Tuesday, November 3, 2015

Coming Back---Immersed In Everyday Commonplace America

Instead of the familiar, the world and life I have returned to feels foreign and alien, an involuntary response shouting I would rather be elsewhere; two taxi weekends telling me, if this is life I would rather be dead. This past weekend 478 was twice hit, first on Halloween Saturday afternoon, a car striking me from behind. And Sunday, while peacefully eating a snack in the PCC co-op parking lot, someone backing into me.

While both incidents were minor, with no damage either to car or body, I found the accidents symptomatic of the disease that is life in early 21st Century America, a life (or death) style I find boring, unworthy of active participation.  The young couple in the new 2015 Ford Fiesta were perfectly nice.  So too was the woman shopping at the co-op.

I shook hands the first time, and reassured the errant backer at the co-op that I never saw anything occur. Why shout when it is simply too stupid, all of  us joined "at the hip" in a symbiotic cultural agreement providing us confusion, anxiety and discontent.

Who needs it?  I  certainly don't, finding the commonplace unacceptable, clearly now, after over fifty sanity infused days traveling over Northeastern Europe, finding alternatives necessary and called for. How long can I remain whole before I again fracture into so many disassociated pieces, not wanting to again sink into irrevocable oblivion.  Whatever breaths I have left, be it tonight or the next twenty years, I refuse to inhale stupidity.  No thank you, I say, no thank you, madam or gentleman or Mister and Mrs Misplaced and Inane God, Devil or Mythology.

Today I drove a few morning hours after Tom, my day driver, called off to spend the day at the local Social Security office.  My second fare out of three total was a school run, taking two sweet kids on a long ride from NE 110th & Lake City Way to Honeydew Elementary in the Renton Highlands, battling early morning traffic mile after tedious mile.  Jason, the first-grader, related how, when "they were poor," the entire family (both parents and four children) slept in their car.  "It hurt my back," he lamented.  Indefatigable, he sang the "Honeydew" theme song.  Sweet yet sorrowful.  What a f__ked existence!  I shook their hands too, for a quick moment loving them for the innocents they were as they sprinted off to school and class, their cabbie nearly a half hour late.

So here I am and, for the moment and time being, remain.  What else could I be doing? Maybe growing crisp apples in the shade of the Carpathians.  Or more closely to what will probably happen, residing in the rolling prairie hills in Montana's southeastern corner bordering South Dakota, watching the pronghorn running free across the grassy plains.  I can salute that potential reality, watching the welcoming sun rise over the Dakotas, the morning breeze telling me that life once and for all is worth living, sharing my breath to a life I can finally and fully appreciate and comprehend.



1 comment:

  1. It is necessary to be well trained before driving any vehicle to save your and others life.In our taxi Detroit airport taxi we have well trained drivers.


» What you have to do
Write out every record below exactly as it appears, omitting the pictures.

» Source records
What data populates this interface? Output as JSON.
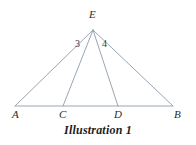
{
  "figure": {
    "caption": "Illustration 1",
    "stroke_color": "#9aa6b4",
    "label_color": "#2b2b2b",
    "background_color": "#ffffff",
    "vertices": [
      {
        "name": "A",
        "label": "A",
        "x": 15,
        "y": 106,
        "label_x": 14,
        "label_y": 110
      },
      {
        "name": "B",
        "label": "B",
        "x": 173,
        "y": 106,
        "label_x": 176,
        "label_y": 110
      },
      {
        "name": "C",
        "label": "C",
        "x": 63,
        "y": 106,
        "label_x": 60,
        "label_y": 110
      },
      {
        "name": "D",
        "label": "D",
        "x": 118,
        "y": 106,
        "label_x": 116,
        "label_y": 110
      },
      {
        "name": "E",
        "label": "E",
        "x": 93,
        "y": 30,
        "label_x": 89,
        "label_y": 10
      }
    ],
    "segments": [
      {
        "name": "segment-AB",
        "from": "A",
        "to": "B"
      },
      {
        "name": "segment-AE",
        "from": "A",
        "to": "E"
      },
      {
        "name": "segment-BE",
        "from": "B",
        "to": "E"
      },
      {
        "name": "segment-CE",
        "from": "C",
        "to": "E"
      },
      {
        "name": "segment-DE",
        "from": "D",
        "to": "E"
      }
    ],
    "angle_labels": [
      {
        "name": "angle-3",
        "label": "3",
        "x": 76,
        "y": 40
      },
      {
        "name": "angle-4",
        "label": "4",
        "x": 103,
        "y": 40
      }
    ]
  }
}
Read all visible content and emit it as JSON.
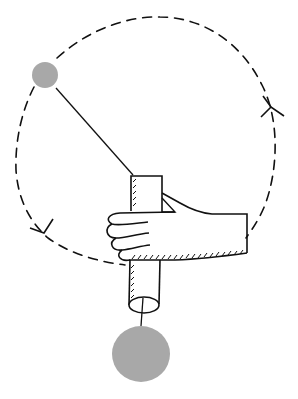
{
  "figure": {
    "title": "Whirling ball on string through tube (centripetal force demonstration)",
    "background": "#ffffff",
    "ink_color": "#111111",
    "ball_color": "#a8a8a8"
  },
  "elements": {
    "orbit": {
      "label": "circular path (dashed)",
      "style": "dashed"
    },
    "small_ball": {
      "label": "whirling ball",
      "cx": 45,
      "cy": 75,
      "r": 13
    },
    "large_ball": {
      "label": "hanging weight",
      "cx": 141,
      "cy": 354,
      "r": 29
    },
    "string": {
      "label": "string"
    },
    "tube": {
      "label": "tube"
    },
    "hand": {
      "label": "hand gripping tube"
    },
    "arrows": [
      {
        "label": "direction arrow right",
        "direction": "up"
      },
      {
        "label": "direction arrow left",
        "direction": "down"
      }
    ]
  }
}
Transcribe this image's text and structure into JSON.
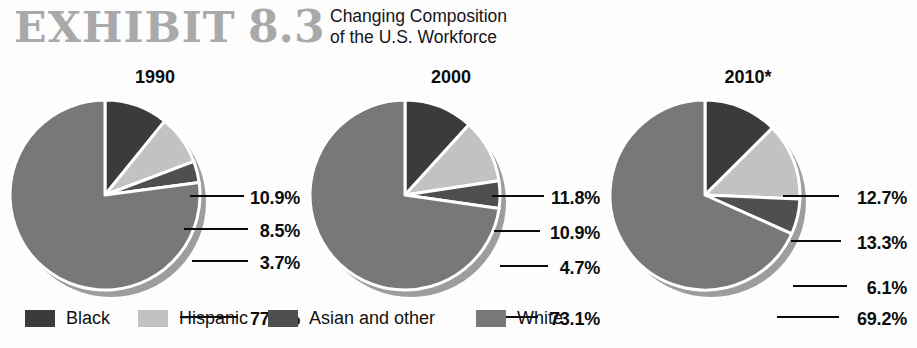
{
  "header": {
    "exhibit_label": "EXHIBIT",
    "exhibit_number": "8.3",
    "subtitle_line1": "Changing Composition",
    "subtitle_line2": "of the U.S. Workforce"
  },
  "colors": {
    "black": "#3b3b3b",
    "hispanic": "#c2c2c2",
    "asian": "#4f4f4f",
    "white": "#787878",
    "shadow": "#9d9d9d",
    "separator": "#ffffff",
    "leader": "#0b0b0b",
    "title_gray": "#a9a9a9",
    "text": "#0d0d0d",
    "background": "#fdfdfd"
  },
  "legend": {
    "items": [
      {
        "label": "Black",
        "color_key": "black",
        "left": 25
      },
      {
        "label": "Hispanic",
        "color_key": "hispanic",
        "left": 138
      },
      {
        "label": "Asian and other",
        "color_key": "asian",
        "left": 268
      },
      {
        "label": "White",
        "color_key": "white",
        "left": 476
      }
    ]
  },
  "chart_data": {
    "type": "pie",
    "title": "Changing Composition of the U.S. Workforce",
    "subtitle": "EXHIBIT 8.3",
    "footnote_marker": "*",
    "categories": [
      "Black",
      "Hispanic",
      "Asian and other",
      "White"
    ],
    "unit": "%",
    "legend_position": "bottom",
    "start_angle_deg": 0,
    "direction": "clockwise",
    "charts": [
      {
        "title": "1990",
        "values": [
          10.9,
          8.5,
          3.7,
          77.7
        ],
        "labels": [
          "10.9%",
          "8.5%",
          "3.7%",
          "77.7%"
        ]
      },
      {
        "title": "2000",
        "values": [
          11.8,
          10.9,
          4.7,
          73.1
        ],
        "labels": [
          "11.8%",
          "10.9%",
          "4.7%",
          "73.1%"
        ]
      },
      {
        "title": "2010*",
        "values": [
          12.7,
          13.3,
          6.1,
          69.2
        ],
        "labels": [
          "12.7%",
          "13.3%",
          "6.1%",
          "69.2%"
        ]
      }
    ]
  },
  "panels": [
    {
      "id": "1990",
      "year": "1990",
      "panel_left": 0,
      "year_left": 100,
      "year_width": 110,
      "cx": 105,
      "cy": 105,
      "r": 95,
      "labels": [
        {
          "text": "10.9%",
          "right_edge": 300,
          "y": 126,
          "leader_x1": 190,
          "leader_x2": 244,
          "leader_y": 133
        },
        {
          "text": "8.5%",
          "right_edge": 300,
          "y": 159,
          "leader_x1": 184,
          "leader_x2": 248,
          "leader_y": 166
        },
        {
          "text": "3.7%",
          "right_edge": 300,
          "y": 191,
          "leader_x1": 192,
          "leader_x2": 248,
          "leader_y": 198
        },
        {
          "text": "77.7%",
          "right_edge": 300,
          "y": 247,
          "leader_x1": 180,
          "leader_x2": 238,
          "leader_y": 254
        }
      ]
    },
    {
      "id": "2000",
      "year": "2000",
      "panel_left": 300,
      "year_left": 96,
      "year_width": 110,
      "cx": 105,
      "cy": 105,
      "r": 95,
      "labels": [
        {
          "text": "11.8%",
          "right_edge": 300,
          "y": 126,
          "leader_x1": 192,
          "leader_x2": 244,
          "leader_y": 133
        },
        {
          "text": "10.9%",
          "right_edge": 300,
          "y": 161,
          "leader_x1": 194,
          "leader_x2": 240,
          "leader_y": 168
        },
        {
          "text": "4.7%",
          "right_edge": 300,
          "y": 196,
          "leader_x1": 200,
          "leader_x2": 248,
          "leader_y": 203
        },
        {
          "text": "73.1%",
          "right_edge": 300,
          "y": 247,
          "leader_x1": 184,
          "leader_x2": 238,
          "leader_y": 254
        }
      ]
    },
    {
      "id": "2010",
      "year": "2010*",
      "panel_left": 607,
      "year_left": 86,
      "year_width": 110,
      "cx": 98,
      "cy": 105,
      "r": 95,
      "labels": [
        {
          "text": "12.7%",
          "right_edge": 300,
          "y": 126,
          "leader_x1": 176,
          "leader_x2": 232,
          "leader_y": 133
        },
        {
          "text": "13.3%",
          "right_edge": 300,
          "y": 171,
          "leader_x1": 184,
          "leader_x2": 234,
          "leader_y": 178
        },
        {
          "text": "6.1%",
          "right_edge": 300,
          "y": 216,
          "leader_x1": 186,
          "leader_x2": 240,
          "leader_y": 223
        },
        {
          "text": "69.2%",
          "right_edge": 300,
          "y": 247,
          "leader_x1": 170,
          "leader_x2": 232,
          "leader_y": 254
        }
      ]
    }
  ]
}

» Final answer
What data populates this interface? Output as JSON.
{
  "figure": {
    "caption": "Illustration 1",
    "stroke_color": "#9aa6b4",
    "label_color": "#2b2b2b",
    "background_color": "#ffffff",
    "vertices": [
      {
        "name": "A",
        "label": "A",
        "x": 15,
        "y": 106,
        "label_x": 14,
        "label_y": 110
      },
      {
        "name": "B",
        "label": "B",
        "x": 173,
        "y": 106,
        "label_x": 176,
        "label_y": 110
      },
      {
        "name": "C",
        "label": "C",
        "x": 63,
        "y": 106,
        "label_x": 60,
        "label_y": 110
      },
      {
        "name": "D",
        "label": "D",
        "x": 118,
        "y": 106,
        "label_x": 116,
        "label_y": 110
      },
      {
        "name": "E",
        "label": "E",
        "x": 93,
        "y": 30,
        "label_x": 89,
        "label_y": 10
      }
    ],
    "segments": [
      {
        "name": "segment-AB",
        "from": "A",
        "to": "B"
      },
      {
        "name": "segment-AE",
        "from": "A",
        "to": "E"
      },
      {
        "name": "segment-BE",
        "from": "B",
        "to": "E"
      },
      {
        "name": "segment-CE",
        "from": "C",
        "to": "E"
      },
      {
        "name": "segment-DE",
        "from": "D",
        "to": "E"
      }
    ],
    "angle_labels": [
      {
        "name": "angle-3",
        "label": "3",
        "x": 76,
        "y": 40
      },
      {
        "name": "angle-4",
        "label": "4",
        "x": 103,
        "y": 40
      }
    ]
  }
}
Read all visible content and emit it as JSON.
{
  "figure": {
    "title": "Whirling ball on string through tube (centripetal force demonstration)",
    "background": "#ffffff",
    "ink_color": "#111111",
    "ball_color": "#a8a8a8"
  },
  "elements": {
    "orbit": {
      "label": "circular path (dashed)",
      "style": "dashed"
    },
    "small_ball": {
      "label": "whirling ball",
      "cx": 45,
      "cy": 75,
      "r": 13
    },
    "large_ball": {
      "label": "hanging weight",
      "cx": 141,
      "cy": 354,
      "r": 29
    },
    "string": {
      "label": "string"
    },
    "tube": {
      "label": "tube"
    },
    "hand": {
      "label": "hand gripping tube"
    },
    "arrows": [
      {
        "label": "direction arrow right",
        "direction": "up"
      },
      {
        "label": "direction arrow left",
        "direction": "down"
      }
    ]
  }
}
Transcribe this image's text and structure into JSON.
{
  "header": {
    "exhibit_label": "EXHIBIT",
    "exhibit_number": "8.3",
    "subtitle_line1": "Changing Composition",
    "subtitle_line2": "of the U.S. Workforce"
  },
  "colors": {
    "black": "#3b3b3b",
    "hispanic": "#c2c2c2",
    "asian": "#4f4f4f",
    "white": "#787878",
    "shadow": "#9d9d9d",
    "separator": "#ffffff",
    "leader": "#0b0b0b",
    "title_gray": "#a9a9a9",
    "text": "#0d0d0d",
    "background": "#fdfdfd"
  },
  "legend": {
    "items": [
      {
        "label": "Black",
        "color_key": "black",
        "left": 25
      },
      {
        "label": "Hispanic",
        "color_key": "hispanic",
        "left": 138
      },
      {
        "label": "Asian and other",
        "color_key": "asian",
        "left": 268
      },
      {
        "label": "White",
        "color_key": "white",
        "left": 476
      }
    ]
  },
  "chart_data": {
    "type": "pie",
    "title": "Changing Composition of the U.S. Workforce",
    "subtitle": "EXHIBIT 8.3",
    "footnote_marker": "*",
    "categories": [
      "Black",
      "Hispanic",
      "Asian and other",
      "White"
    ],
    "unit": "%",
    "legend_position": "bottom",
    "start_angle_deg": 0,
    "direction": "clockwise",
    "charts": [
      {
        "title": "1990",
        "values": [
          10.9,
          8.5,
          3.7,
          77.7
        ],
        "labels": [
          "10.9%",
          "8.5%",
          "3.7%",
          "77.7%"
        ]
      },
      {
        "title": "2000",
        "values": [
          11.8,
          10.9,
          4.7,
          73.1
        ],
        "labels": [
          "11.8%",
          "10.9%",
          "4.7%",
          "73.1%"
        ]
      },
      {
        "title": "2010*",
        "values": [
          12.7,
          13.3,
          6.1,
          69.2
        ],
        "labels": [
          "12.7%",
          "13.3%",
          "6.1%",
          "69.2%"
        ]
      }
    ]
  },
  "panels": [
    {
      "id": "1990",
      "year": "1990",
      "panel_left": 0,
      "year_left": 100,
      "year_width": 110,
      "cx": 105,
      "cy": 105,
      "r": 95,
      "labels": [
        {
          "text": "10.9%",
          "right_edge": 300,
          "y": 126,
          "leader_x1": 190,
          "leader_x2": 244,
          "leader_y": 133
        },
        {
          "text": "8.5%",
          "right_edge": 300,
          "y": 159,
          "leader_x1": 184,
          "leader_x2": 248,
          "leader_y": 166
        },
        {
          "text": "3.7%",
          "right_edge": 300,
          "y": 191,
          "leader_x1": 192,
          "leader_x2": 248,
          "leader_y": 198
        },
        {
          "text": "77.7%",
          "right_edge": 300,
          "y": 247,
          "leader_x1": 180,
          "leader_x2": 238,
          "leader_y": 254
        }
      ]
    },
    {
      "id": "2000",
      "year": "2000",
      "panel_left": 300,
      "year_left": 96,
      "year_width": 110,
      "cx": 105,
      "cy": 105,
      "r": 95,
      "labels": [
        {
          "text": "11.8%",
          "right_edge": 300,
          "y": 126,
          "leader_x1": 192,
          "leader_x2": 244,
          "leader_y": 133
        },
        {
          "text": "10.9%",
          "right_edge": 300,
          "y": 161,
          "leader_x1": 194,
          "leader_x2": 240,
          "leader_y": 168
        },
        {
          "text": "4.7%",
          "right_edge": 300,
          "y": 196,
          "leader_x1": 200,
          "leader_x2": 248,
          "leader_y": 203
        },
        {
          "text": "73.1%",
          "right_edge": 300,
          "y": 247,
          "leader_x1": 184,
          "leader_x2": 238,
          "leader_y": 254
        }
      ]
    },
    {
      "id": "2010",
      "year": "2010*",
      "panel_left": 607,
      "year_left": 86,
      "year_width": 110,
      "cx": 98,
      "cy": 105,
      "r": 95,
      "labels": [
        {
          "text": "12.7%",
          "right_edge": 300,
          "y": 126,
          "leader_x1": 176,
          "leader_x2": 232,
          "leader_y": 133
        },
        {
          "text": "13.3%",
          "right_edge": 300,
          "y": 171,
          "leader_x1": 184,
          "leader_x2": 234,
          "leader_y": 178
        },
        {
          "text": "6.1%",
          "right_edge": 300,
          "y": 216,
          "leader_x1": 186,
          "leader_x2": 240,
          "leader_y": 223
        },
        {
          "text": "69.2%",
          "right_edge": 300,
          "y": 247,
          "leader_x1": 170,
          "leader_x2": 232,
          "leader_y": 254
        }
      ]
    }
  ]
}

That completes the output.